PARIS — Airbus group and Safran have signed an agreement to put strategic missile launchers into their 50/50 space launchers joint venture, the two companies said in a joint statement.

"Both companies will contribute to the current joint program with industrial assets dealing with civil space launchers and military launchers," the companies said.

Airbus Defence & Space is prime contractor for the M51 new generation strategic submarine-launched ballistic missile, and was notified in 2014 of a contract for the M51.3 upgrade. The French Navy is upgrading its four Triomphant class nuclear missile submarines with the M51, which entered service in 2010.

Signing the agreement is the second and final stage of the Airbus Safran Launchers joint venture, the companies said.

The 50-50 ownership reflected a rare case of "strategic shareholdings" in a "strategic structure," Marwan Lahoud, Airbus chief strategy and marketing officer and chairman of Gifas, the French aerospace trade body, told journalists May 3. Only European missile maker MBDA has a similar ownership structure.

Safran has agreed to pay €800 million (US $920 million) to Airbus to acquire an equal holding in the space launcher joint venture, an industry executive said. The value of Airbus’ space business, including upgrading M51, would have given the aerospace group a 70 percent stake, leaving Safran with 30 percent.

That imbalance led to Safran agreeing to pay the €800 million to bring in the 20 percent to allow an equal ownership of the joint venture. Safran brings its Herakles subsidiary, a solid rocket motor specialist, into the deal.

Payment of €800 million for a 20 percent stake implies a valuation of €4 billion for the planned joint venture.

The new company is expected to play a key role in building the planned Ariane 6 rocket, seen as key to replying to competition from the Space X, a US privately owned launcher, Reuters reported.

A first phase led to Airbus and Safran putting their civil space and launcher contracts into a joint program company.

"In this second and final phase, industrial assets and military launchers will be integrated in the joint venture," the companies said. "Airbus Safran Launchers will be a fully fledged operational company."

The joint venture agreement is expected to close by the end of June, the companies said.

France is studying a successor to the Triomphant boat, which will carry ballistic nuclear missiles based on the M51 but not a new generation weapon, according to "The President and the Bomb" (Odile Jacob), a book co-authored by Jean Guisnel and Bruno Tertrais. "There will not be an M6, " says the book, published last week.

Work has begun on the M51.3 version, intended to enter service around 2025, the book says. The aim is for the weapon, tipped with the

tête nucléare océanique

or oceanic nuclear warhead, to defeat all missile defense systems.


- EXERCISE OBJECTIVE: Each line that includes the word "Engineering" should be copied from the records.

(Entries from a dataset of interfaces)
————————

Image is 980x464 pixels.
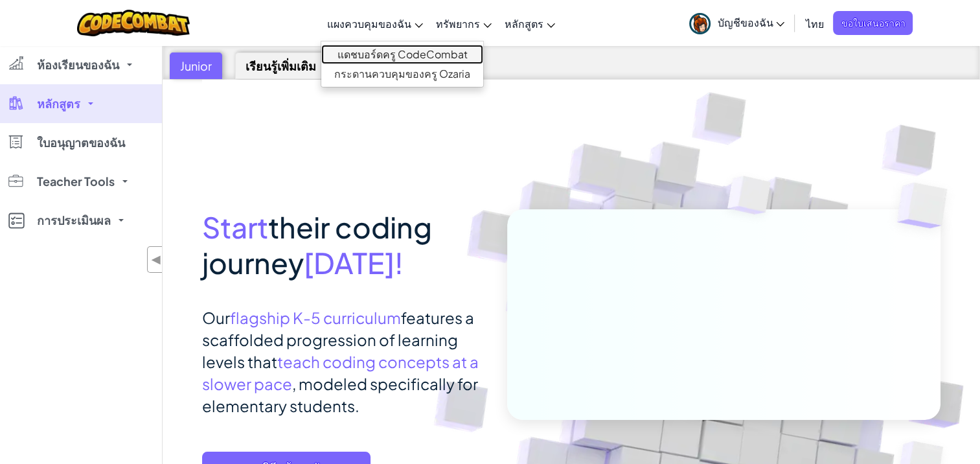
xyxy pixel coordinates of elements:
a: ทรัพยากร [429,6,499,41]
a: กระดานควบคุมของครู Ozaria [321,65,483,83]
span: การประเมินผล [37,214,111,226]
a: ไทย [799,6,830,41]
span: Teacher Tools [37,176,115,188]
span: ไทย [805,17,823,31]
div: Junior [169,53,222,79]
span: ห้องเรียนของฉัน [37,59,119,71]
span: หลักสูตร [505,17,543,31]
span: their coding journey [202,209,432,281]
span: แผงควบคุมของฉัน [327,17,412,31]
span: ◀ [151,250,162,269]
a: แดชบอร์ดครู CodeCombat [321,45,483,65]
a: หลักสูตร [499,6,561,41]
a: ขอใบเสนอราคา [833,11,913,35]
span: flagship K-5 curriculum [230,308,401,328]
img: CodeCombat logo [77,10,190,36]
span: Our [202,308,230,328]
span: features a scaffolded progression of learning levels that [202,308,474,372]
img: Overlap cubes [704,151,797,247]
img: avatar [689,13,711,34]
span: [DATE]! [304,244,403,281]
span: teach coding concepts at a slower pace [202,352,479,394]
span: , modeled specifically for elementary students. [202,374,478,416]
a: แผงควบคุมของฉัน [321,6,429,41]
span: บัญชีของฉัน [717,15,785,30]
span: Start [202,209,268,245]
span: ทรัพยากร [436,17,480,31]
span: ใบอนุญาตของฉัน [37,136,125,148]
span: หลักสูตร [37,98,81,109]
div: เรียนรู้เพิ่มเติม [235,53,326,79]
a: บัญชีของฉัน [683,3,791,43]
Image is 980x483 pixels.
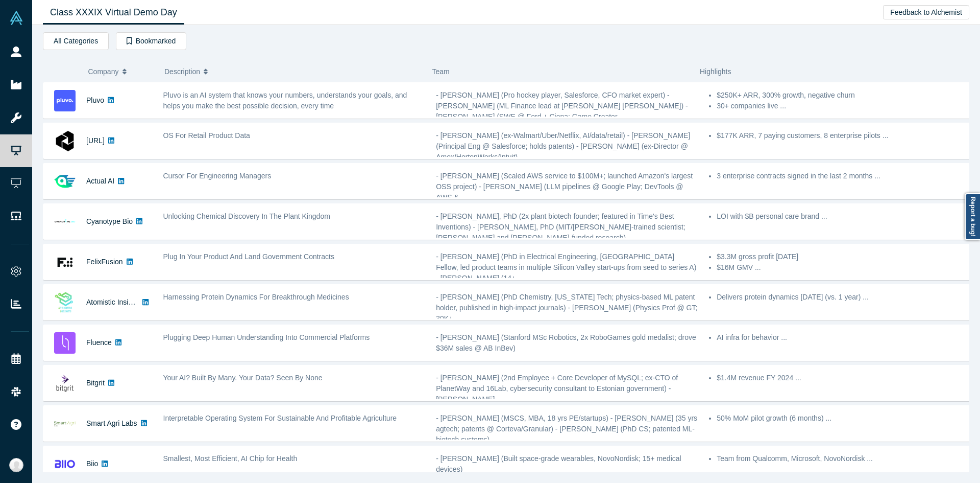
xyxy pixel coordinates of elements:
span: Your AI? Built By Many. Your Data? Seen By None [163,373,323,381]
span: - [PERSON_NAME] (PhD in Electrical Engineering, [GEOGRAPHIC_DATA] Fellow, led product teams in mu... [436,253,696,282]
img: Atomistic Insights's Logo [54,292,76,313]
span: Smallest, Most Efficient, AI Chip for Health [163,454,297,463]
img: Cyanotype Bio's Logo [54,211,76,232]
button: Description [165,61,422,82]
span: - [PERSON_NAME] (2nd Employee + Core Developer of MySQL; ex-CTO of PlanetWay and 16Lab, cybersecu... [436,373,678,403]
button: Bookmarked [116,32,186,50]
img: Actual AI's Logo [54,171,76,192]
span: Team [432,67,450,76]
span: - [PERSON_NAME] (Scaled AWS service to $100M+; launched Amazon's largest OSS project) - [PERSON_N... [436,172,693,202]
span: Highlights [700,67,731,76]
a: Bitgrit [86,379,105,387]
span: - [PERSON_NAME] (Built space-grade wearables, NovoNordisk; 15+ medical devices) [436,454,681,473]
img: Anna Sanchez's Account [10,458,24,472]
a: Biio [86,459,98,467]
span: Interpretable Operating System For Sustainable And Profitable Agriculture [163,414,397,422]
a: Actual AI [86,177,114,185]
img: Smart Agri Labs's Logo [54,413,76,435]
span: Description [165,61,200,82]
span: Plug In Your Product And Land Government Contracts [163,253,334,261]
li: $3.3M gross profit [DATE] [717,251,971,262]
p: LOI with $B personal care brand ... [717,211,971,222]
img: Pluvo's Logo [54,90,76,112]
span: Plugging Deep Human Understanding Into Commercial Platforms [163,333,370,341]
span: - [PERSON_NAME] (MSCS, MBA, 18 yrs PE/startups) - [PERSON_NAME] (35 yrs agtech; patents @ Corteva... [436,414,698,443]
li: $16M GMV ... [717,262,971,273]
span: OS For Retail Product Data [163,131,250,140]
img: FelixFusion's Logo [54,251,76,273]
span: - [PERSON_NAME] (ex-Walmart/Uber/Netflix, AI/data/retail) - [PERSON_NAME] (Principal Eng @ Salesf... [436,131,690,161]
p: Delivers protein dynamics [DATE] (vs. 1 year) ... [717,292,971,302]
p: Team from Qualcomm, Microsoft, NovoNordisk ... [717,453,971,464]
img: Biio's Logo [54,453,76,475]
button: Feedback to Alchemist [883,5,969,20]
img: Atronous.ai's Logo [54,130,76,152]
span: - [PERSON_NAME] (Pro hockey player, Salesforce, CFO market expert) - [PERSON_NAME] (ML Finance le... [436,91,688,121]
span: - [PERSON_NAME] (PhD Chemistry, [US_STATE] Tech; physics-based ML patent holder, published in hig... [436,293,698,322]
a: Atomistic Insights [86,298,142,306]
img: Bitgrit's Logo [54,373,76,394]
li: 30+ companies live ... [717,101,971,112]
a: Report a bug! [965,193,980,240]
a: Pluvo [86,96,104,104]
span: Unlocking Chemical Discovery In The Plant Kingdom [163,212,330,220]
span: Company [88,61,119,82]
span: - [PERSON_NAME] (Stanford MSc Robotics, 2x RoboGames gold medalist; drove $36M sales @ AB InBev) [436,333,696,352]
li: $250K+ ARR, 300% growth, negative churn [717,90,971,101]
p: $177K ARR, 7 paying customers, 8 enterprise pilots ... [717,130,971,141]
span: - [PERSON_NAME], PhD (2x plant biotech founder; featured in Time's Best Inventions) - [PERSON_NAM... [436,212,685,242]
p: 50% MoM pilot growth (6 months) ... [717,413,971,424]
p: $1.4M revenue FY 2024 ... [717,373,971,384]
span: Pluvo is an AI system that knows your numbers, understands your goals, and helps you make the bes... [163,91,408,110]
a: Smart Agri Labs [86,419,137,427]
img: Fluence's Logo [54,332,76,354]
p: 3 enterprise contracts signed in the last 2 months ... [717,171,971,181]
a: [URL] [86,136,105,144]
a: FelixFusion [86,258,123,266]
p: AI infra for behavior ... [717,332,971,343]
a: Class XXXIX Virtual Demo Day [43,1,184,25]
img: Alchemist Vault Logo [10,11,24,25]
a: Fluence [86,339,112,347]
a: Cyanotype Bio [86,217,133,225]
button: All Categories [43,32,109,50]
button: Company [88,61,154,82]
span: Cursor For Engineering Managers [163,172,272,180]
span: Harnessing Protein Dynamics For Breakthrough Medicines [163,293,349,301]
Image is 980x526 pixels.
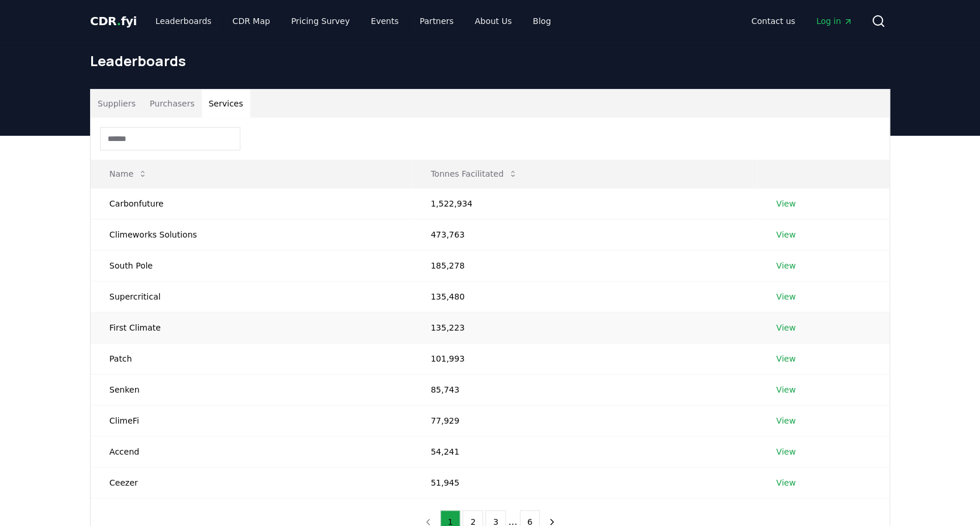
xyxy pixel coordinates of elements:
td: South Pole [90,249,412,281]
a: CDR.fyi [90,13,137,30]
a: Log in [807,11,862,31]
button: Services [202,89,250,117]
a: CDR Map [223,11,280,31]
td: 77,929 [412,405,758,436]
button: Name [100,162,157,185]
span: CDR fyi [90,14,137,28]
button: Suppliers [90,89,143,117]
a: Partners [410,11,463,31]
td: 101,993 [412,343,758,373]
button: Purchasers [143,89,202,117]
a: View [776,414,795,426]
a: Events [361,11,408,31]
td: Patch [90,343,412,373]
td: Ceezer [90,467,412,497]
a: View [776,290,795,302]
button: Tonnes Facilitated [421,162,527,185]
h1: Leaderboards [90,52,891,71]
a: View [776,383,795,396]
td: 473,763 [412,218,758,249]
nav: Main [146,11,561,31]
a: View [776,353,795,364]
td: 1,522,934 [412,188,758,218]
a: View [776,198,795,209]
td: 135,480 [412,281,758,312]
a: Contact us [742,11,804,31]
td: 185,278 [412,249,758,281]
td: Accend [90,436,412,467]
a: Pricing Survey [282,11,359,31]
td: Supercritical [90,281,412,312]
a: About Us [465,11,521,31]
td: Climeworks Solutions [90,218,412,249]
td: 85,743 [412,373,758,405]
a: View [776,259,795,272]
span: . [117,14,121,28]
span: Log in [817,16,853,27]
td: Carbonfuture [90,188,412,218]
td: Senken [90,373,412,405]
a: View [776,322,795,333]
td: ClimeFi [90,405,412,436]
td: 54,241 [412,436,758,467]
a: View [776,477,795,488]
td: 135,223 [412,312,758,343]
a: View [776,446,795,457]
td: 51,945 [412,467,758,497]
a: Leaderboards [146,11,221,31]
td: First Climate [90,312,412,343]
a: Blog [524,11,561,31]
nav: Main [742,11,862,31]
a: View [776,229,795,240]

————————

- TASK OUTPUT:
span: - [PERSON_NAME] (PhD in Electrical Engineering, [GEOGRAPHIC_DATA] Fellow, led product teams in mu... [436,253,696,282]
span: Cursor For Engineering Managers [163,172,272,180]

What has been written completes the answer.